Jurors on Wednesday also heard from Dontay Murphy, a 29-year-old SEPTA bus driver, who alleged Liciardello pistol-whipped him during a 2006 drug arrest and later lied about it on a police report. The police report Liciardello later filed said Murphy sustained his injuries after knocking his head against a cinder-block wall.

But it was Cascioli's story that drew harshest scrutiny from defense lawyers. They have painted their clients' accusers as opportunistic liars, eager to blame the police for their own criminal behavior and cash in with lucrative police-brutality lawsuits.

On the stand, Cascioli described himself as one of the city's largest wholesale marijuana dealer, who trafficked with only a handful of upscale clients. He grossed from $360,000 to $600,0000 a year, he said.

Under questioning from prosecutor Anthony Wzorek, he recounted the events that brought Liciardello and the others in November 2007 to his 19th-floor penthouse at City Avenue's Executive House apartment tower.

His neighbor had begun cooperating with the officers 10 days before and offered to buy marijuana and mushrooms from Cascioli so Liciardello could catch him in the act.

When Cascioli left his apartment to deliver the drugs, Liciardello and a half dozen other officers dressed in ski hats and dark clothing were waiting.

"My first immediate thought was it was the Mafia and I was getting robbed," Cascioli said.

The group tackled him to the ground and led him back inside. They tore apart his apartment looking for money and more drugs. Soon, they had pressured Cascioli to draw his supplier - Bronx-based dealer Jeremy Sarkissina - into their dragnet.

The department's top brass would later tout the Cascioli operation at a news conference as a major success that resulted in the seizure of 16 pounds of marijuana, 12 pounds of mushrooms, and nearly $440,000 in cash.

But although several department supervisors stopped by the search of his apartment during the search, it was what happened while they weren't present that prosecutors now say was criminal.

Cascioli said he was never read his Miranda rights or shown a search warrant. He alleged Walker and Betts hit him several times throughout the night, while others took money from his nightstand to order pizza.

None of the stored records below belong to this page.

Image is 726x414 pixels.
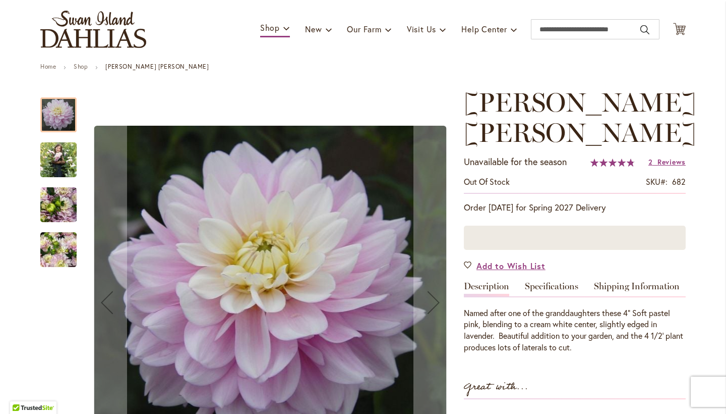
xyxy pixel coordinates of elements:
div: 682 [672,176,686,188]
div: Charlotte Mae [40,222,77,267]
a: Description [464,281,509,296]
iframe: Launch Accessibility Center [8,378,36,406]
span: 2 [649,157,653,166]
strong: SKU [646,176,668,187]
div: Named after one of the granddaughters these 4" Soft pastel pink, blending to a cream white center... [464,307,686,353]
span: Help Center [461,24,507,34]
p: Order [DATE] for Spring 2027 Delivery [464,201,686,213]
span: Shop [260,22,280,33]
div: 97% [591,158,635,166]
a: 2 Reviews [649,157,686,166]
p: Unavailable for the season [464,155,567,168]
a: Home [40,63,56,70]
div: Charlotte Mae [40,132,87,177]
a: Shop [74,63,88,70]
span: Add to Wish List [477,260,546,271]
div: Detailed Product Info [464,281,686,353]
a: Specifications [525,281,578,296]
span: Out of stock [464,176,510,187]
span: Reviews [658,157,686,166]
span: Visit Us [407,24,436,34]
strong: [PERSON_NAME] [PERSON_NAME] [105,63,209,70]
span: [PERSON_NAME] [PERSON_NAME] [464,86,696,148]
img: Charlotte Mae [40,137,77,182]
span: Our Farm [347,24,381,34]
a: store logo [40,11,146,48]
div: Charlotte Mae [40,87,87,132]
img: Charlotte Mae [40,225,77,274]
img: Charlotte Mae [40,180,77,229]
div: Availability [464,176,510,188]
div: Charlotte Mae [40,177,87,222]
a: Add to Wish List [464,260,546,271]
span: New [305,24,322,34]
a: Shipping Information [594,281,680,296]
strong: Great with... [464,378,529,395]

And when, days later, Cascioli retrieved his belongings from the ransacked apartment, he noticed more than just drugs had gone missing. A Versace sweat suit, two Movado watches, an iPod, and a GPS - together worth about $8,000 - had all disappeared, he said. None of it was listed on the receipt of seized property he was given by the police.

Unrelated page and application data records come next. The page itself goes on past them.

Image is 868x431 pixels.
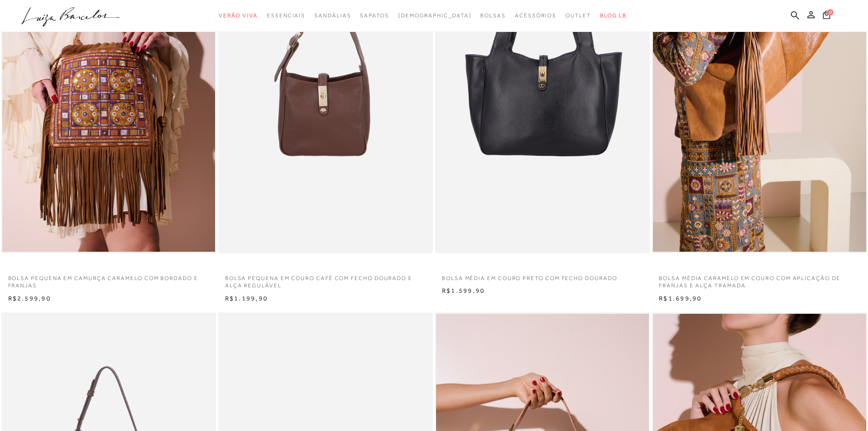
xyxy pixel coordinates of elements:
[314,8,351,24] a: categoryNavScreenReaderText
[820,10,833,22] button: 0
[442,287,484,294] span: R$1.599,90
[360,8,389,24] a: categoryNavScreenReaderText
[652,269,866,290] a: BOLSA MÉDIA CARAMELO EM COURO COM APLICAÇÃO DE FRANJAS E ALÇA TRAMADA
[827,9,833,16] span: 0
[314,12,351,19] span: Sandálias
[659,294,701,302] span: R$1.699,90
[219,12,258,19] span: Verão Viva
[565,8,591,24] a: categoryNavScreenReaderText
[360,12,389,19] span: Sapatos
[398,8,472,24] a: noSubCategoriesText
[515,8,556,24] a: categoryNavScreenReaderText
[218,269,433,290] a: BOLSA PEQUENA EM COURO CAFÉ COM FECHO DOURADO E ALÇA REGULÁVEL
[267,8,305,24] a: categoryNavScreenReaderText
[225,294,268,302] span: R$1.199,90
[435,269,650,282] a: BOLSA MÉDIA EM COURO PRETO COM FECHO DOURADO
[219,8,258,24] a: categoryNavScreenReaderText
[515,12,556,19] span: Acessórios
[8,294,51,302] span: R$2.599,90
[565,12,591,19] span: Outlet
[600,12,627,19] span: BLOG LB
[1,269,216,290] a: BOLSA PEQUENA EM CAMURÇA CARAMELO COM BORDADO E FRANJAS
[398,12,472,19] span: [DEMOGRAPHIC_DATA]
[480,12,506,19] span: Bolsas
[267,12,305,19] span: Essenciais
[600,8,627,24] a: BLOG LB
[480,8,506,24] a: categoryNavScreenReaderText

"The first thing I said was I want an attorney," Cascioli said.

Liciardello's foul response, he recalled, was: "F- you."

Throughout his testimony Wednesday, Cascioli described the encounter in an assured voice and held his ground under heavy questioning from the defense.

Still, lawyers for the six indicted officers caught a few inconsistencies in his story - whether or not the officers wore ski masks when they tackled him outside his apartment, whether or not he was wearing handcuffs while being held over the balcony, and whether he had initially lied to the FBI about his brother, who was hiding drug money for him in Maryland.

But when challenged by defense lawyer Jack McMahon on his recent decision to consult a lawyer to potentially sue the officers, Cascioli stood his ground.

"I want what's right to be right," he said. "My rights were violated. I want to win."